According to a report in this morning’s New York Times, a draft memo was obtained from Wal-Mart Watch, a nonprofit group allied with labor unions. Tracy Sefl, a spokeswoman for Wal-Mart Watch, told The Times someone mailed the document anonymously to her group last month.

In the memo, M. Susan Chambers, Wal-Mart’s executive vp for benefits, also recommends reducing 401(k) contributions and wooing younger, and presumably healthier, workers by offering education benefits. The memo voices concern that workers with seven years’ seniority earn more than workers with one year’s seniority, but are no more productive.

To discourage unhealthy job applicants, Chambers suggests that Wal-Mart arrange for “all jobs to include some physical activity (e.g., all cashiers do some cart-gathering).”

One proposal would reduce the amount of time, from two years to one, that part-time employees would have to wait before qualifying for health insurance. Another would put health clinics in stores, in part to reduce expensive employee visits to emergency rooms. Yet another recommended that employees pay more for their spouses’ health insurance. And she called for cutting 401(k) contributions to 3 percent of wages from 4 percent and cutting company-paid life insurance policies to $12,000 from the current level, which is equal to an employee’s annual earnings.
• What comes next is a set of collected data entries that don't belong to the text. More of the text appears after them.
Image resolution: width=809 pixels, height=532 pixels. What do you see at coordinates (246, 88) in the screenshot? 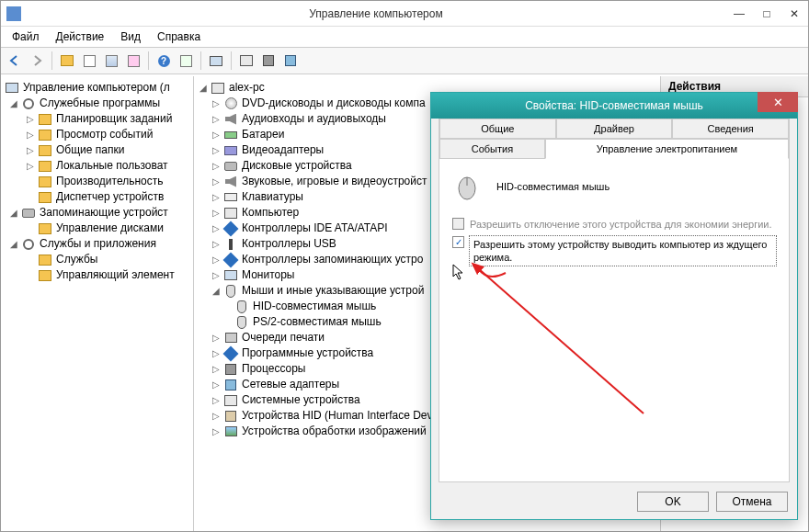
I see `device-root-label: alex-pc` at bounding box center [246, 88].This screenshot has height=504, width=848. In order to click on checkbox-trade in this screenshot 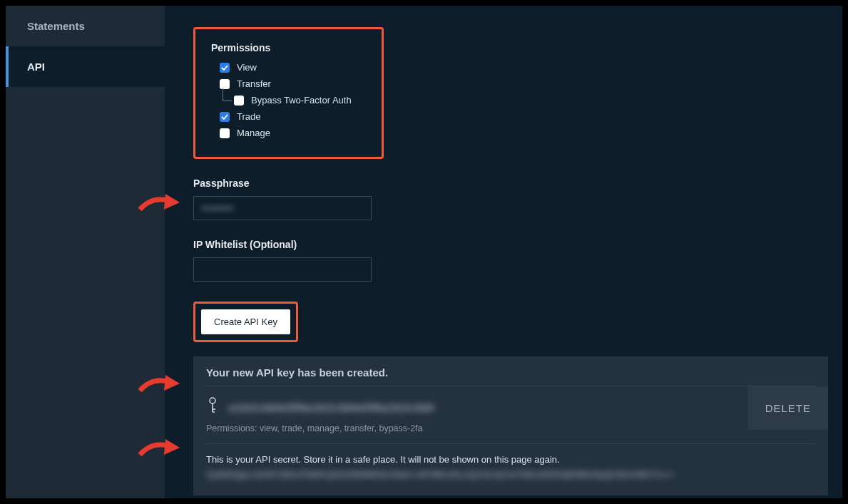, I will do `click(225, 117)`.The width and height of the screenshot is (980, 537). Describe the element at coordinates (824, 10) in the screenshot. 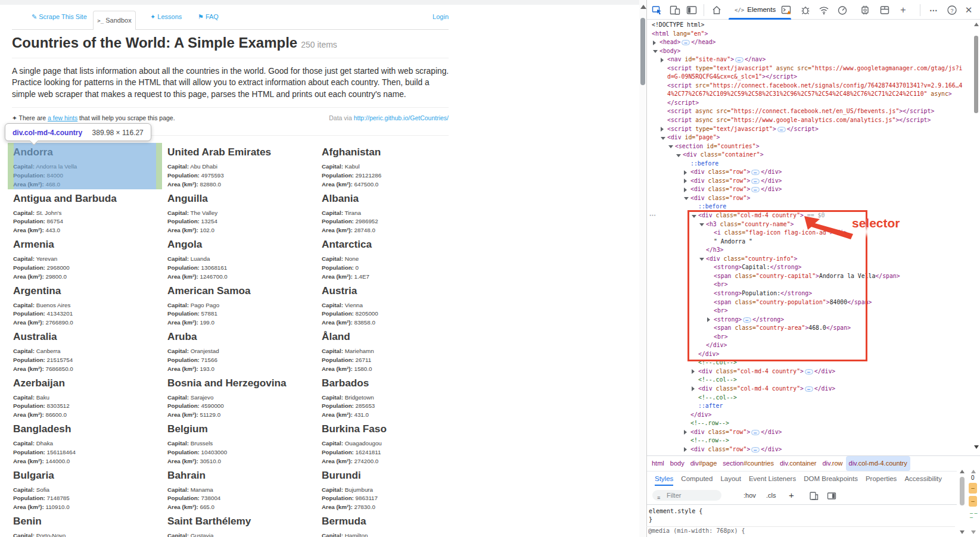

I see `network-icon` at that location.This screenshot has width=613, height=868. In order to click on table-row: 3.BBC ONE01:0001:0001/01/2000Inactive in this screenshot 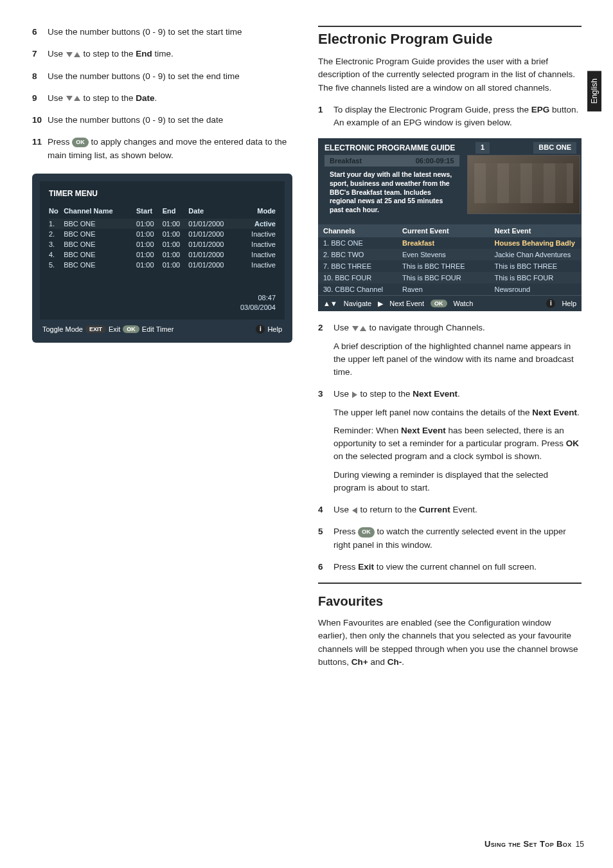, I will do `click(162, 244)`.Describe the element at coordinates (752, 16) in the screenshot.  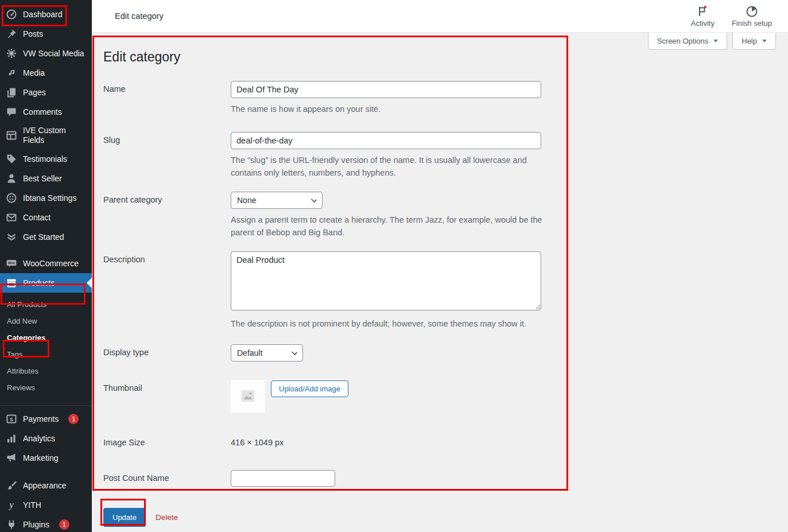
I see `finish-setup-button: Finish setup` at that location.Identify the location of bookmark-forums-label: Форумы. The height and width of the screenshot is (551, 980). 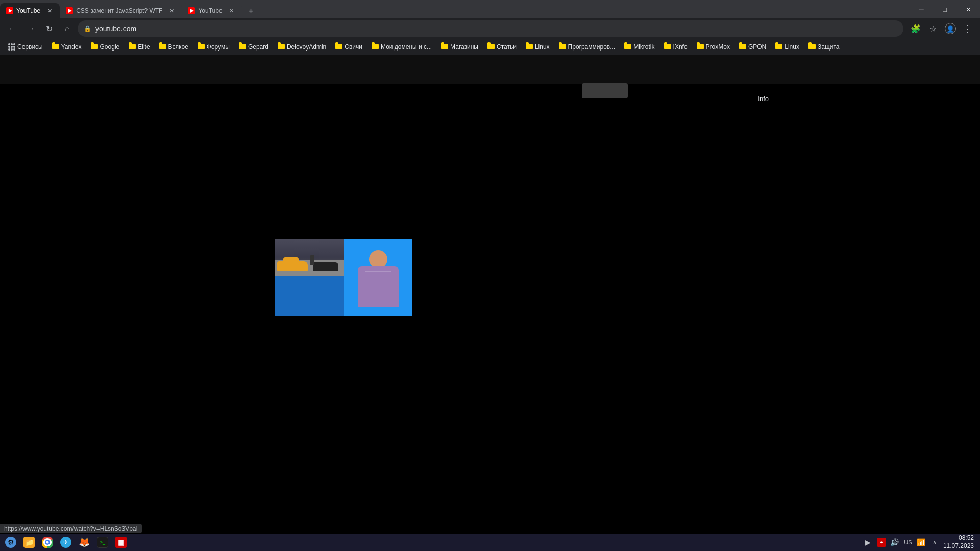
(218, 47).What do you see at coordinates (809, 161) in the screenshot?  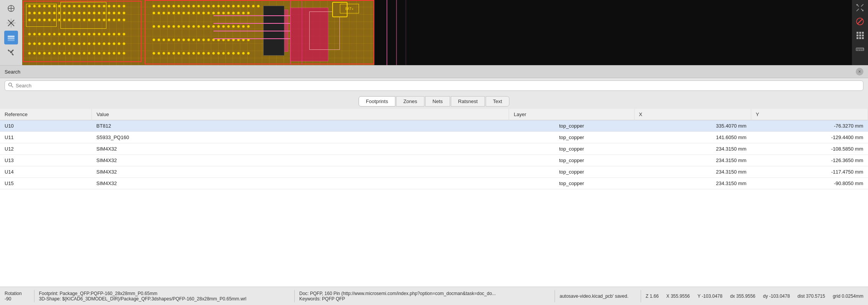 I see `cell-y: -126.3650 mm` at bounding box center [809, 161].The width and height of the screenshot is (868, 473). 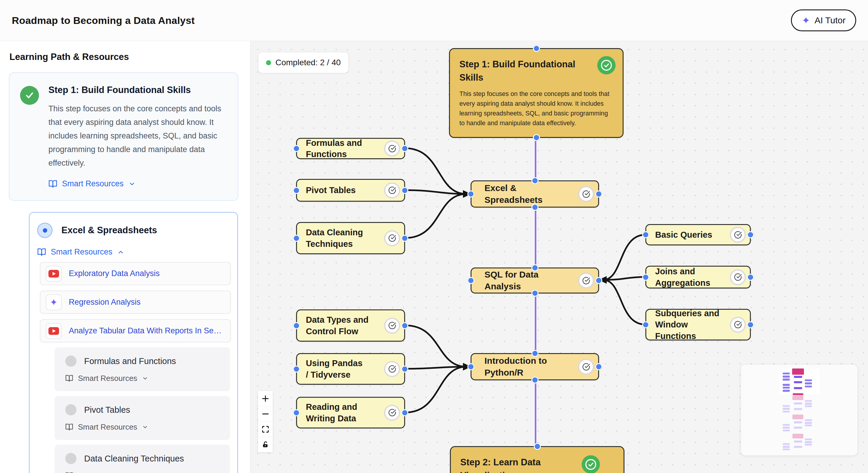 I want to click on resource-label: Exploratory Data Analysis, so click(x=114, y=274).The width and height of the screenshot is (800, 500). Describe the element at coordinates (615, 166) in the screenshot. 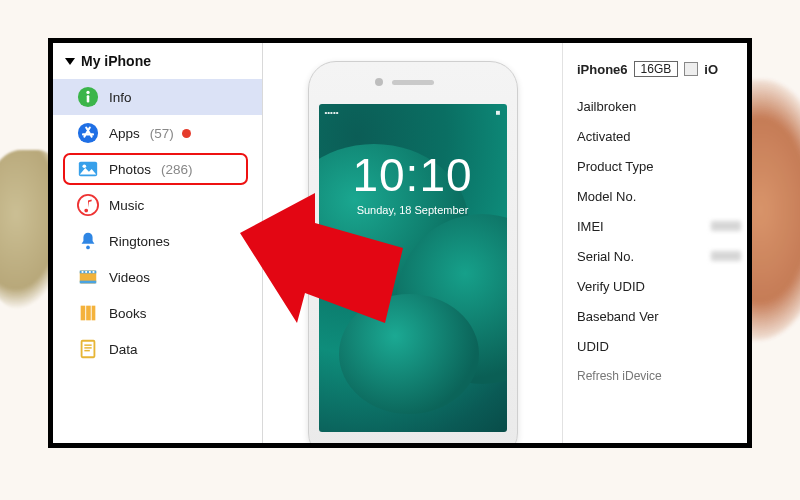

Chambers voiced concern that workers were staying with the company longer, pushing up wage costs, although she stopped short of calling for efforts to push out more senior workers. She wrote that “the cost of an associate with seven years of tenure is almost 55 percent more than the cost of an associate with one year of tenure, yet there is no difference in his or her productivity. Moreover, because we pay an associate more in salary and benefits as his or her tenure increases, we are pricing that associate out of the labor market, increasing the likelihood that he or she will stay with Wal-Mart.”

The memo acknowledged that Wal-Mart had to walk a fine line in restraining benefit costs because critics had already been attacking it for being stingy on wages and health coverage. Chambers acknowledged that 46 percent of the children of Wal-Mart’s 1.33 million United States employees were uninsured or on Medicaid.

Wal-Mart executives acknowledged that the memo was part of an effort to rein in benefit costs, which have soared by 15 percent a year on average since 2002. The proposed plan, if approved, would save the company more than $1 billion a year by 2011. The $285 billion retailer paid $4.2 billion in benefit costs last year, up from $2.8 billion three years earlier,

In an interview, Chambers told The Times she was focusing not on cutting costs, but on serving employees better by giving them more choices on their benefits. “We are investing in our benefits that will take even better care of our associates,” she said. “Our benefit plan is known today as being generous.”

Chambers also said that she made her recommendations after surveying employees about how they felt about the benefits plan. “This is not about cutting,” she said. “This is about redirecting savings to another part of their benefit plans.”